Trailer Face-Off! Trouble with the Curve vs. Hotel Transylvania

Welcome to Thursday Trailer Face-Off, a feature in which we cast a critical eye on two similar upcoming film releases, pitting them against each other across a variety of categories to determine which is most deserving of your two hours. This week: Trouble With the Curve vs. Hotel Transylvania, two films that transcend genre to showcase the complexities of father-daughter relationships.

 

 

 

 

Premise
Trouble With the Curve
is a sports drama starring Clint Eastwood (in his first return to the silver screen without a directorial credit since In The Line of Fire) as Gus, an aging baseball scout for the Atlanta Braves who is losing not only his vision, but also potentially his career, as technology threatens its necessity. Gus’ boss, Pete (John Goodman) convinces Mickey (Amy Adams), the scout’s estranged daughter, to accompany her father on a crucial recruitment trip to babysit him (and maybe establish a relationship). Hotel Transylvania, an animated 3D film, focuses on another father-daughter duo. Dracula (Adam Sandler) owns the Hotel Transylvania, a high-end resort for monsters to escape humans, but his teenage daughter, Mavis (Selena Gomez) longs to break free from the strict confines of the hotel.
Advantage: Trouble With the Curve

Fathers
Gus is a gravelly, cigar-smoking curmudgeon who has a complicated relationship with furniture, which is not much of a digression from the actor playing the role; however, as Gus’ character finally unravels, we learn that he still hasn’t come to terms with his wife’s death, his burgeoning glaucoma, or abandoning Mickey. Conversely, Dracula is a doting, albeit overprotective father from the moment Mavis is born, but his domineering ways are more creepy than endearing. Also, Adam Sandler’s Transylvanian accent is not very different from his Billy Madison, which worked as Billy, but not so much as a vampire dad. We’d much prefer Gus, who isn’t perfect, but seems to evolve for the better by the end of the movie (according to the trailer). Also, when a drunkard gropes his daughter at a bar, Gus shoves him up against the wall.
Advantage: Trouble With the Curve

Daughters
Mickey is a high-powered attorney looking to restore her relationship with Gus, which she attempts by returning to her tomboy roots—which evidently include plenty of ponytails and flannel, as well as a role reversal as she becomes a parent-like figure to her aging father. But our sympathies are with Mavis, whose only fault is an overbearing dad who holds his daughter hostage in his monster refuge.
Advantage: Hotel Transylvania

Love Interest
Throughout their road trip, Gus and Mickey run into Johnny (Justin Timberlake), whom Gus recruited years ago and who now has his sights set on Mickey. Justin Timberlake even dances, so in this battle of Saturday Night Live‘s most eligible bachelors, computer-animated Jonathan (Andy Samberg) is no competition. From the moment Jonathan—a 21-year-old human backpacker—stumbles upon the Hotel Transylvania, Dracula does everything in his power to keep him away from Mavis. But when sparks fly, Jonathan and Mavis are quick to disregard Dracula’s wishes in this vampire falls for mortal tale.
Advantage: Trouble With the Curve

Laughs
Though light on the laughs (it is a sports drama), Gus has a distinct black humor that’s evident in the Trouble With the Curve trailer. He spews cynical one-liners that, when delivered with Clint Eastwood’s signature deadpan expression, are admittedly funny. We’d expect much more from Hotel Transylvania that boasts of a supporting cast, including (the voices of) Jon Lovitz, Fran Drescher, Steve Buscemi, Molly Shannon, Kevin James, Mindy Kaling, Chris Parnell, and David Spade. But for a viewer a bit older than the target audience, the humor in Hotel Transylvania is derived more from the subtleties, such as the parallelism between the monster world and the human world, rather than Adam Sandler’s cheap songs or a clumsy Frankenstein doing a belly flop. Still, we’ll give them the benefit of the doubt here.
Advantage: Hotel Transylvania

The Verdict
We were pulling for Hotel Transylvania. Really, we were. On paper, an animated film relying on the familiar voices of Saturday nights past seemed like a great idea. But until that actually becomes more than just a great idea, we’ll choose the tried-and-true Hallmark sports drama with no shortage of feel-good baseball metaphors for life.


* _ASSIGNMENT_: Search the records for lines that contain the word "HRTEM". Copy them all.

----- RECORDED INFORMATION -----

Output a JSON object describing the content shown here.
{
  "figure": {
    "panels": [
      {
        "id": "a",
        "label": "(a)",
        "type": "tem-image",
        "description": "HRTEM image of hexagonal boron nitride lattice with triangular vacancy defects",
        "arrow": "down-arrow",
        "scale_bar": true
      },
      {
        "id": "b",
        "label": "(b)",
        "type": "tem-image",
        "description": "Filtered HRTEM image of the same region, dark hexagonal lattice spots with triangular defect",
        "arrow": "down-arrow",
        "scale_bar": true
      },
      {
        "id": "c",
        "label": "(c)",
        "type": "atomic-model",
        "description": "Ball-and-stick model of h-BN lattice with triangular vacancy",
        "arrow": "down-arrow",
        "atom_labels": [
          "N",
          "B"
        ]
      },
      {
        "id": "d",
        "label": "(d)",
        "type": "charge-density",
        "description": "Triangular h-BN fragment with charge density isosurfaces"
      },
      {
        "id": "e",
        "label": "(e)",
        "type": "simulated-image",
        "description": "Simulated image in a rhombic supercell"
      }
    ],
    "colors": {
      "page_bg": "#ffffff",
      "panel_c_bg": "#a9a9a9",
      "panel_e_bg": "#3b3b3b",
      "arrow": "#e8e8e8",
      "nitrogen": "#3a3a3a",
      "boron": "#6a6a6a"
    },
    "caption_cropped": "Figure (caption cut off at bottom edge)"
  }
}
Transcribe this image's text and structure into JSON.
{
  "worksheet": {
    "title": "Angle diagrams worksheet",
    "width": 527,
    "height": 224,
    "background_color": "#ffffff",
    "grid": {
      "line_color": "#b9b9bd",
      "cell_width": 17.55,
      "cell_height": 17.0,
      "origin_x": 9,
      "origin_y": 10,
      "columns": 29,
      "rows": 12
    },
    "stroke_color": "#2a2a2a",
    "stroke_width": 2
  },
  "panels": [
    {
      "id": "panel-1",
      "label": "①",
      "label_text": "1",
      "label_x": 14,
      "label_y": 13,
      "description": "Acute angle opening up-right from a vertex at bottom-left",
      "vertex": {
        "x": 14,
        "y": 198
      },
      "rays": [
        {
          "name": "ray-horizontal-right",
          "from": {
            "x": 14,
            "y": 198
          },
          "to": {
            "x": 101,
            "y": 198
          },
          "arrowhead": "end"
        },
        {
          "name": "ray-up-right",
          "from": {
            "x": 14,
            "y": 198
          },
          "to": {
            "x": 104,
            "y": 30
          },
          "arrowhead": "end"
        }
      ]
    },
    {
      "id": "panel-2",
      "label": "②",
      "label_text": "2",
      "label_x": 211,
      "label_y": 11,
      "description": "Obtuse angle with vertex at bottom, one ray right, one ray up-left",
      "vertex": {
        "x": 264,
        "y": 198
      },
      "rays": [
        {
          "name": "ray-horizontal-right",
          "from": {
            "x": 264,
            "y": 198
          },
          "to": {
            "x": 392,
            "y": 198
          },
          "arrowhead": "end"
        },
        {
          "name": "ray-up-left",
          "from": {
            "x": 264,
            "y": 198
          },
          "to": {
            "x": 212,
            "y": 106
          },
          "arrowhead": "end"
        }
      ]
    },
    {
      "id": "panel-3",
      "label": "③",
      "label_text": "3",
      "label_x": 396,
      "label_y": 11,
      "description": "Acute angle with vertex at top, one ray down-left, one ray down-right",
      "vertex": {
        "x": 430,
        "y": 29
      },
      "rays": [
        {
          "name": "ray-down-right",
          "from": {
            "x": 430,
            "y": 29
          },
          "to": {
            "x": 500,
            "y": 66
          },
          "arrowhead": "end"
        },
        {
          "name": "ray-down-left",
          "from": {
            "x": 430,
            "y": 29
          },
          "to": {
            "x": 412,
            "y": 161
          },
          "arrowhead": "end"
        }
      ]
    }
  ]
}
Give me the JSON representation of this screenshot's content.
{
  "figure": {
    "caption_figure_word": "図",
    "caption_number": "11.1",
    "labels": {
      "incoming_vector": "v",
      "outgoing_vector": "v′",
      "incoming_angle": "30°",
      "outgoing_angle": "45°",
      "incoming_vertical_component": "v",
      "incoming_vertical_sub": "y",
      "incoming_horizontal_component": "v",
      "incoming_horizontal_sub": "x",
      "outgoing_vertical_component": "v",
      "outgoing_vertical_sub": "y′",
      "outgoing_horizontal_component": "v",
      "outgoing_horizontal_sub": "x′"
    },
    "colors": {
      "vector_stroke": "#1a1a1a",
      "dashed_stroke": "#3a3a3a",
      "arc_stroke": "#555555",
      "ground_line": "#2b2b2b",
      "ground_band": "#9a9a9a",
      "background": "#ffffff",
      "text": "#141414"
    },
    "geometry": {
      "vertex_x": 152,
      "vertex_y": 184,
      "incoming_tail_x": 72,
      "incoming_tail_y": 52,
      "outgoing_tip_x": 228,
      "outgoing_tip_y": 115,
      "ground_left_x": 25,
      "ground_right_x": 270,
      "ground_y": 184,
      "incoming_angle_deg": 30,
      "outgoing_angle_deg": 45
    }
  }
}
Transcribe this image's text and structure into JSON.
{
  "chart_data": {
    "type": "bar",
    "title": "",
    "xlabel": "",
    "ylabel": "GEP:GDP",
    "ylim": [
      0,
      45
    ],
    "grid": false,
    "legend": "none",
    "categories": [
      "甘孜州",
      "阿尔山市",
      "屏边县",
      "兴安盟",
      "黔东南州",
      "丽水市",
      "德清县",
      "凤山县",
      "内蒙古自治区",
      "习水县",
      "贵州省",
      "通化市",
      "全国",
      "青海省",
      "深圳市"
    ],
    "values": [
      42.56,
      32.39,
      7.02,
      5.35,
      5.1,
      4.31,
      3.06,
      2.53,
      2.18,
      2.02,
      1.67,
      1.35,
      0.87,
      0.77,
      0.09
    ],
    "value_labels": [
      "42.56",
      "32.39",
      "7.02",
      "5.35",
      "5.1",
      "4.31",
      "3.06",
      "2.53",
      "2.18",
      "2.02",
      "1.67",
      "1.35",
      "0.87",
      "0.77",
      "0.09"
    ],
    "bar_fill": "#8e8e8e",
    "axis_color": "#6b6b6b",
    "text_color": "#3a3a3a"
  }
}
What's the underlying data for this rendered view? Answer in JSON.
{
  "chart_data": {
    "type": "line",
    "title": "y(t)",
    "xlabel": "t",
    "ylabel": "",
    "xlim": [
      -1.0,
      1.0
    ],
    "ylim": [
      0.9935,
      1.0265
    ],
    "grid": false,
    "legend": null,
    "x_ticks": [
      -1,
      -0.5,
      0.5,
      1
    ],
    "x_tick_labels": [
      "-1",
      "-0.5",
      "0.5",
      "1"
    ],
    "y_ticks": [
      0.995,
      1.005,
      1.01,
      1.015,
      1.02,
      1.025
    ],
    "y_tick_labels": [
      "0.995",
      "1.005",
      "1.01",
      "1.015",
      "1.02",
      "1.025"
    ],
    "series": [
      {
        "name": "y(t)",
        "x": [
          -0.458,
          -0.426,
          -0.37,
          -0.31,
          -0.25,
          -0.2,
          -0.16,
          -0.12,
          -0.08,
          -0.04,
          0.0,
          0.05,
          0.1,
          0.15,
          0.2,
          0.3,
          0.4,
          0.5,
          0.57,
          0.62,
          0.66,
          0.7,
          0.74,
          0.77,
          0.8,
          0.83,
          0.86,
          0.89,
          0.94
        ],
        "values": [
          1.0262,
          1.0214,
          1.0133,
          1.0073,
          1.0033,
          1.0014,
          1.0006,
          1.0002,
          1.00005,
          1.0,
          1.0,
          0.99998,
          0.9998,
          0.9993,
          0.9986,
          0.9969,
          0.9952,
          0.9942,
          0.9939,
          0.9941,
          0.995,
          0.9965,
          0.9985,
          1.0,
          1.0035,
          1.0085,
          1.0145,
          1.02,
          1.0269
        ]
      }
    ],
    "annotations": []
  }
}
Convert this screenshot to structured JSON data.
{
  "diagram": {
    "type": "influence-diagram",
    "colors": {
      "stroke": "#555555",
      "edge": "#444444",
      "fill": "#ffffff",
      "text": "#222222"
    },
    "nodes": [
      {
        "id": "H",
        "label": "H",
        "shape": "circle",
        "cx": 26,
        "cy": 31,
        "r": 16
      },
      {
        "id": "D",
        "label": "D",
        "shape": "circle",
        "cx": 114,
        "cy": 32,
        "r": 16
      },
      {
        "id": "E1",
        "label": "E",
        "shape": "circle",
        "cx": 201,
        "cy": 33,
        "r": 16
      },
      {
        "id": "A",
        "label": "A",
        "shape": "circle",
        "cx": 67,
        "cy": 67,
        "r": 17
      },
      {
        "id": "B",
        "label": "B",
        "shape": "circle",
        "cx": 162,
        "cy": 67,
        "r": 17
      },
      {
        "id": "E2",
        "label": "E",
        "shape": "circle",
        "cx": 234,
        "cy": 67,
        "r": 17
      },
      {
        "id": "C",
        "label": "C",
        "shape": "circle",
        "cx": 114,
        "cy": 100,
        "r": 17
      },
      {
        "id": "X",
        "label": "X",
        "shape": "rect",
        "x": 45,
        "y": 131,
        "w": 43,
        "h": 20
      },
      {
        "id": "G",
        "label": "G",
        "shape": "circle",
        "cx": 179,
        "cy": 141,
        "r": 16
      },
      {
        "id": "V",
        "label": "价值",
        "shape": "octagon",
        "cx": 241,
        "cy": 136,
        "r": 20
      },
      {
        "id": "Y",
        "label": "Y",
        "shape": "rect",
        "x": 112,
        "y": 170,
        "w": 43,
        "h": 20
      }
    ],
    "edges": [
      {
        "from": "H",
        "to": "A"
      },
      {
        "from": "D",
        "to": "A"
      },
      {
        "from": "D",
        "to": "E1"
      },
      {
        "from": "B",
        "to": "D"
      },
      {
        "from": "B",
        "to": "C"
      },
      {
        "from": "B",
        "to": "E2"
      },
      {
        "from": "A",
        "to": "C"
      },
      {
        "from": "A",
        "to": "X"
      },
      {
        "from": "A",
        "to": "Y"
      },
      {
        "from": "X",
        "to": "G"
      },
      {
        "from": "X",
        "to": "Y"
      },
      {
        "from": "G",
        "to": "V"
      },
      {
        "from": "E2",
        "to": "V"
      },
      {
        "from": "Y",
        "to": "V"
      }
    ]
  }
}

-----

* _EXERCISE RESULT_:
        "description": "HRTEM image of hexagonal boron nitride lattice with triangular vacancy defects",
        "description": "Filtered HRTEM image of the same region, dark hexagonal lattice spots with triangular defect",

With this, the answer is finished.